JOHANNESBURG – For 11 years, land forces chiefs in Africa and the U.S. Army have met annually at the African Land Forces Summit, a four-day event where the group discusses security threats on the continent and how these joint forces can tackle the threats together.

Since then, the security landscape has changed significantly, and so have the ways that the militaries have tried to keep up with threats, said Major General Andrew M. Rohling, commander of the U.S. Army Southern European Task Force in Africa.

The theme of the first summit, held in Washington in 2010, was “Building and Maintaining Strong Relationships.” This year, the event went virtual and was held in one day, Wednesday, with more than 40 countries represented.

“Maintaining Security in a Degraded Environment” was this year’s theme, Rohling told journalists via teleconference from Vicenza, Italy. “We discussed military pandemic responses, the effects of the pandemic on operations and its effects on training and exercises,” he said.

Rohling said he was looking forward to “trading with our counterparts through exercises in security cooperation activities in the near future.”
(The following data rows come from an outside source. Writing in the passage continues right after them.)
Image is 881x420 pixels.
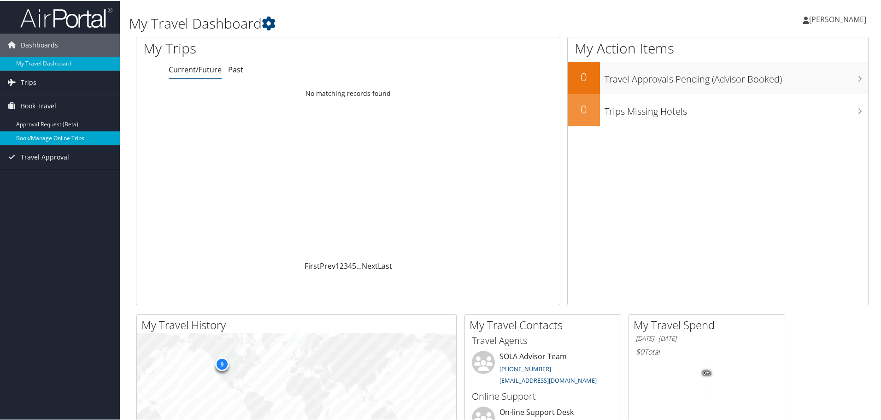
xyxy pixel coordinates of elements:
[21,70,36,93] span: Trips
[136,84,560,101] td: No matching records found
[636,345,778,356] h6: Total
[215,356,228,370] div: 9
[472,389,614,402] h3: Online Support
[344,260,348,270] a: 3
[21,33,58,56] span: Dashboards
[499,363,551,372] a: [PHONE_NUMBER]
[636,345,644,356] span: $0
[633,316,784,332] h2: My Travel Spend
[703,369,710,375] tspan: 0%
[356,260,362,270] span: …
[636,333,778,342] h6: [DATE] - [DATE]
[129,13,626,32] h1: My Travel Dashboard
[568,61,868,93] a: 0Travel Approvals Pending (Advisor Booked)
[21,94,56,117] span: Book Travel
[339,260,344,270] a: 2
[362,260,378,270] a: Next
[802,5,875,32] a: [PERSON_NAME]
[472,333,614,346] h3: Travel Agents
[469,316,620,332] h2: My Travel Contacts
[20,6,112,28] img: airportal-logo.png
[335,260,339,270] a: 1
[143,38,376,57] h1: My Trips
[809,13,866,23] span: [PERSON_NAME]
[141,316,456,332] h2: My Travel History
[352,260,356,270] a: 5
[568,38,868,57] h1: My Action Items
[320,260,335,270] a: Prev
[228,64,243,74] a: Past
[304,260,320,270] a: First
[604,99,868,117] h3: Trips Missing Hotels
[378,260,392,270] a: Last
[604,67,868,85] h3: Travel Approvals Pending (Advisor Booked)
[568,100,600,116] h2: 0
[568,93,868,125] a: 0Trips Missing Hotels
[169,64,222,74] a: Current/Future
[348,260,352,270] a: 4
[499,375,597,383] a: [EMAIL_ADDRESS][DOMAIN_NAME]
[467,350,618,387] li: SOLA Advisor Team
[21,145,69,168] span: Travel Approval
[568,68,600,84] h2: 0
“In fact in June, the United States Army Southern European Task Force, Africa … will work alongside our partners in North Africa during African Lion 21, an exercise we had to cancel last year, to be held in Morocco, Senegal and Tunisia. This will increase our interoperability with our counterparts and strengthen relationships,” Rohling said.

The inability to get actual boots on the ground because of pandemic restrictions has transformed the way these important partnerships work, Rohling said, but not necessarily for the worse.

“One of the things that came out as a good lesson that we learned of the pandemic is how to conduct virtual activities,” he said. “Virtual training is one, virtual engagements for sure, and virtual collaboration being another. … What we’ve been able to do over the course of the pandemic is decentralize that activity and to a point where what used to be side-by-side mission planning is now being done on collaborative tools such as Zoom and Microsoft Teams.”

And that is where he left it for this year, in the virtual realm, as the African continent and the world try to regain stability after an extremely destabilizing year.